We may not know the meaning of life, but we’re getting closer to figuring out what it’s made of. The answer to our huge questions starts small: particle physics.
Pull back layer after layer, channel a lot of energy into the search, and take care to leave things as they were in the past; with that, answers begin to reveal themselves, like wriggling bugs beneath a long-forgotten rock. And a lucky seven years after discovering another metaphorical bug, Northeastern physics professors Emanuela Barberis and Toyoko Orimoto are gearing up to convene the people who are searching for more.
Since the mid-twentieth century, particle physics experiments have fleshed out the Standard Model, which outlines the components of matter—particles like protons and electrons—and how these pieces interact with one another—like photons conferring the electromagnetic force, which holds together atoms.
The Standard Model is, as Barberis says, “the Lego block set of our universe.” And, freshly discovered in 2012, a particle called the Higgs boson completes this set.
Inside CERN, a research organization that runs the biggest particle physics lab on earth, a massive machine called the Large Hadron Collider had been hurling particles at one another, letting them smash together, and measuring such things as their momentum and energy levels.
Over the years, these extreme conditions produced observable results, like the electrical charge of certain particles, which physicists could then plug into the Standard Model. By doing this, physicists began to learn about the ingredients of our universe, even ones that only existed for an instant, long before we were there to observe them.
“We recreate conditions that are very close to the Big Bang,” Barberis says. “We produce particles that are not abundant in nature nowadays.”
But Barberis, Orimoto, and their fellow physicists—including Northeastern’s George Alverson, Darien Wood, and Louise Skinnari, all of whom now work on the Compact Muon Solenoid experiment at CERN—keep pushing on, since there are only more questions to answer.
For example, the Standard Model doesn’t account for gravity, an observable force but one that’s hard to describe at a smaller-than-an-atom level. And then there’s dark matter and dark energy, which are a big part of the universe, says Orimoto.
“The Standard Model only describes a small fraction of the universe we know,” she says.
To tap into these still-unexplained phenomena, particle physicists need new strategies, new ideas, and new plans. And, of course, a machine that collides a billion particles every second—at nearly the speed of light—needs a break. For this reason, in November 2018, the Large Hadron Collider was shut down for a breather.
“We are upgrading the experimental apparatus because this experiment is running for…” begins Barberis.
“Decades,” finishes Orimoto.
“To 2035, at least,” Barberis says. “So every now and then we upgrade.”
Scientists welcome these shutdowns, too, since constant, large-scale tests generate lots of data that then needs to be analyzed and discussed. Every two years, they come together at a conference: the Meeting of the Division of Particles & Fields of the American Physical Society. This year, Barberis and Orimoto are your co-hosts. And Northeastern is your home base.
Attendees will hail from not only American labs and research universities but the Chinese Academy of Sciences, Justus Liebig University Giessen, and Universidad Nacional de Colombia. The five days of talks and discussions, punctuated with plenty of coffee breaks, will also tackle challenges like diversity in physics and scientists’ efforts to communicate their findings to the public.
There will also be a lecture open to the public, a cornerstone of each conference. This year’s lecture, delivered by Dr. Katie Mack, will address dark matter (even though such a topic can’t be anywhere near sufficiently covered).
Like a field welcoming a new seed after a season of growing a familiar one, or your skin drinking up a face mask after a week of constant cosmetics, sometimes world-class physics instruments need a break from figuring out what the universe is made of. And, in a way, this is when the real work begins.
“We have some breathing time,” says Orimoto, “but it doesn’t mean we’re taking a break.”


> [WHAT THE EXERCISE ASKS] In the data below, find every line that has the string "without", and copy it.

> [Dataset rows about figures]
------------------------------------

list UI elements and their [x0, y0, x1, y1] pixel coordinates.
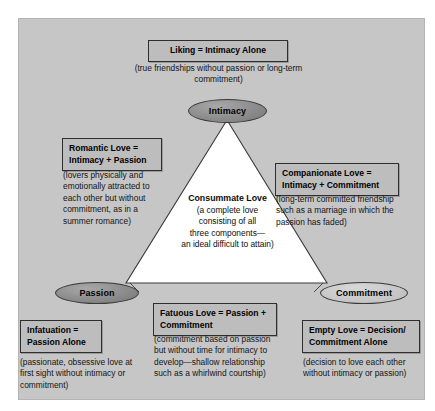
node-intimacy[interactable]: Intimacy [188, 99, 267, 123]
callout-infatuation-title[interactable]: Infatuation = Passion Alone [20, 320, 102, 353]
callout-romantic-description: (lovers physically and emotionally attra… [63, 170, 166, 227]
callout-fatuous-description: (commitment based on passion but without… [154, 334, 278, 380]
callout-fatuous-title[interactable]: Fatuous Love = Passion + Commitment [153, 303, 277, 336]
node-intimacy-label: Intimacy [209, 106, 246, 116]
callout-liking-description: (true friendships without passion or lon… [127, 63, 310, 86]
callout-liking-title[interactable]: Liking = Intimacy Alone [148, 40, 288, 62]
callout-infatuation-description: (passionate, obsessive love at first sig… [20, 357, 142, 391]
callout-romantic-title[interactable]: Romantic Love = Intimacy + Passion [62, 138, 162, 171]
callout-empty-title[interactable]: Empty Love = Decision/ Commitment Alone [302, 320, 420, 353]
node-commitment[interactable]: Commitment [320, 282, 408, 304]
callout-companionate-title[interactable]: Companionate Love = Intimacy + Commitmen… [275, 163, 399, 196]
callout-companionate-description: (long-term committed friendship such as … [276, 194, 403, 228]
node-commitment-label: Commitment [336, 288, 392, 298]
node-passion[interactable]: Passion [55, 282, 139, 304]
consummate-line-1: (a complete love [197, 205, 258, 215]
consummate-line-3: three components— [190, 228, 265, 238]
callout-empty-description: (decision to love each other without int… [303, 357, 423, 380]
love-triangle-figure: Intimacy Passion Commitment Consummate L… [0, 0, 435, 411]
consummate-line-2: consisting of all [199, 216, 256, 226]
consummate-line-4: an ideal difficult to attain) [181, 239, 274, 249]
node-passion-label: Passion [79, 288, 114, 298]
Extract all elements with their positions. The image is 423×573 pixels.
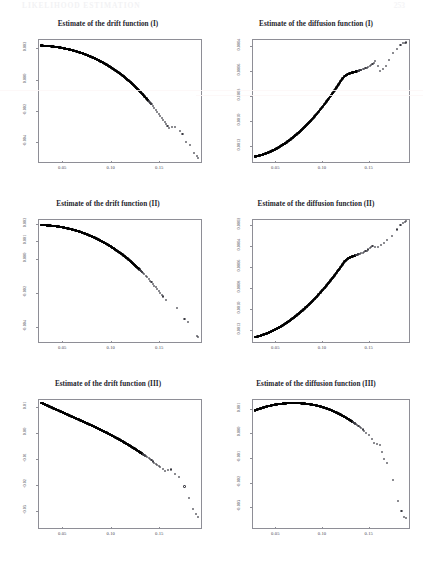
y-axis-tick xyxy=(250,96,252,97)
x-axis-tick-label: 0.15 xyxy=(357,345,381,350)
chart-title-diffusion-I: Estimate of the diffusion function (I) xyxy=(216,20,416,28)
y-axis-tick-label: 0.0010 xyxy=(230,117,248,122)
chart-title-drift-I: Estimate of the drift function (I) xyxy=(8,20,208,28)
y-axis-tick xyxy=(36,407,38,408)
y-axis-tick xyxy=(36,511,38,512)
y-axis-tick xyxy=(36,259,38,260)
data-point xyxy=(371,438,373,440)
chart-title-diffusion-II: Estimate of the diffusion function (II) xyxy=(216,200,416,208)
y-axis-tick xyxy=(250,71,252,72)
y-axis-tick xyxy=(36,485,38,486)
x-axis-tick-label: 0.10 xyxy=(99,165,123,170)
data-point xyxy=(383,242,385,244)
data-point xyxy=(170,468,172,470)
y-axis-tick-label: 0.0012 xyxy=(230,326,248,331)
y-axis-tick-label: -0.02 xyxy=(16,481,34,486)
y-axis-tick-label: -0.002 xyxy=(16,107,34,112)
y-axis-tick xyxy=(36,142,38,143)
y-axis-tick xyxy=(250,46,252,47)
x-axis-tick xyxy=(159,161,160,163)
y-axis-tick-label: -0.03 xyxy=(16,507,34,512)
x-axis-tick-label: 0.10 xyxy=(310,531,334,536)
x-axis-tick xyxy=(111,161,112,163)
data-point xyxy=(382,68,384,70)
data-point xyxy=(397,500,399,502)
y-axis-tick xyxy=(36,111,38,112)
data-point xyxy=(174,126,176,128)
chart-title-drift-III: Estimate of the drift function (III) xyxy=(8,380,208,388)
x-axis-tick-label: 0.05 xyxy=(50,345,74,350)
data-point xyxy=(174,473,176,475)
y-axis-tick-label: 0.0004 xyxy=(230,242,248,247)
x-axis-tick xyxy=(62,527,63,529)
y-axis-tick xyxy=(250,433,252,434)
y-axis-tick-label: 0.0006 xyxy=(230,263,248,268)
chart-panel-drift-II: Estimate of the drift function (II)0.002… xyxy=(8,200,208,360)
plot-area-diffusion-III: 0.0010.000-0.001-0.002-0.0030.050.100.15 xyxy=(216,391,416,546)
y-axis-tick-label: 0.0012 xyxy=(230,142,248,147)
plot-area-diffusion-II: 0.00120.00100.00080.00060.00040.00020.05… xyxy=(216,211,416,360)
y-axis-tick-label: -0.01 xyxy=(16,455,34,460)
x-axis-tick xyxy=(322,161,323,163)
data-point xyxy=(371,245,373,247)
chart-panel-diffusion-III: Estimate of the diffusion function (III)… xyxy=(216,380,416,546)
y-axis-tick xyxy=(250,121,252,122)
y-axis-tick xyxy=(36,48,38,49)
y-axis-tick xyxy=(250,246,252,247)
x-axis-tick xyxy=(275,161,276,163)
y-axis-tick xyxy=(36,433,38,434)
plot-area-drift-III: 0.010.00-0.01-0.02-0.030.050.100.15 xyxy=(8,391,208,546)
y-axis-tick xyxy=(250,225,252,226)
data-point xyxy=(197,336,199,338)
x-axis-tick xyxy=(62,161,63,163)
y-axis-tick xyxy=(250,330,252,331)
chart-panel-drift-III: Estimate of the drift function (III)0.01… xyxy=(8,380,208,546)
x-axis-tick-label: 0.10 xyxy=(310,165,334,170)
page-header: LIKELIHOOD ESTIMATION 253 xyxy=(0,0,423,12)
y-axis-tick-label: 0.000 xyxy=(16,76,34,81)
data-point xyxy=(405,41,407,43)
x-axis-tick-label: 0.15 xyxy=(147,531,171,536)
y-axis-tick-label: 0.0006 xyxy=(230,67,248,72)
data-point xyxy=(181,133,183,135)
y-axis-tick xyxy=(36,80,38,81)
x-axis-tick-label: 0.05 xyxy=(263,531,287,536)
chart-title-diffusion-III: Estimate of the diffusion function (III) xyxy=(216,380,416,388)
y-axis-tick-label: 0.0002 xyxy=(230,221,248,226)
y-axis-tick xyxy=(36,327,38,328)
y-axis-tick-label: 0.0008 xyxy=(230,284,248,289)
x-axis-tick xyxy=(159,527,160,529)
y-axis-tick xyxy=(250,309,252,310)
x-axis-tick-label: 0.10 xyxy=(310,345,334,350)
x-axis-tick-label: 0.05 xyxy=(263,165,287,170)
y-axis-tick xyxy=(250,288,252,289)
y-axis-tick-label: -0.004 xyxy=(16,323,34,328)
y-axis-tick-label: 0.001 xyxy=(230,405,248,410)
y-axis-tick xyxy=(36,459,38,460)
data-point xyxy=(197,157,199,159)
scan-artifact-line xyxy=(0,90,423,91)
x-axis-tick-label: 0.10 xyxy=(99,345,123,350)
data-point xyxy=(183,318,185,320)
y-axis-tick xyxy=(250,507,252,508)
x-axis-tick-label: 0.10 xyxy=(99,531,123,536)
y-axis-tick-label: 0.001 xyxy=(16,237,34,242)
x-axis-tick xyxy=(369,161,370,163)
y-axis-tick-label: 0.000 xyxy=(16,255,34,260)
y-axis-tick xyxy=(36,224,38,225)
x-axis-tick-label: 0.15 xyxy=(147,345,171,350)
data-point xyxy=(197,516,199,518)
y-axis-tick xyxy=(250,146,252,147)
page-number: 253 xyxy=(394,1,405,10)
y-axis-tick-label: 0.00 xyxy=(16,429,34,434)
data-point xyxy=(183,485,185,487)
chart-panel-diffusion-I: Estimate of the diffusion function (I)0.… xyxy=(216,20,416,180)
y-axis-tick xyxy=(250,409,252,410)
x-axis-tick-label: 0.15 xyxy=(147,165,171,170)
y-axis-tick-label: 0.01 xyxy=(16,403,34,408)
data-point xyxy=(162,295,164,297)
plot-frame xyxy=(38,219,202,343)
data-point xyxy=(368,434,370,436)
data-point xyxy=(164,470,166,472)
x-axis-tick xyxy=(275,341,276,343)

------------------------------------

> [EXPECTED ANSWER]
callout-fatuous-description: (commitment based on passion but without… [154, 334, 278, 380]
callout-liking-description: (true friendships without passion or lon… [127, 63, 310, 86]
callout-empty-description: (decision to love each other without int… [303, 357, 423, 380]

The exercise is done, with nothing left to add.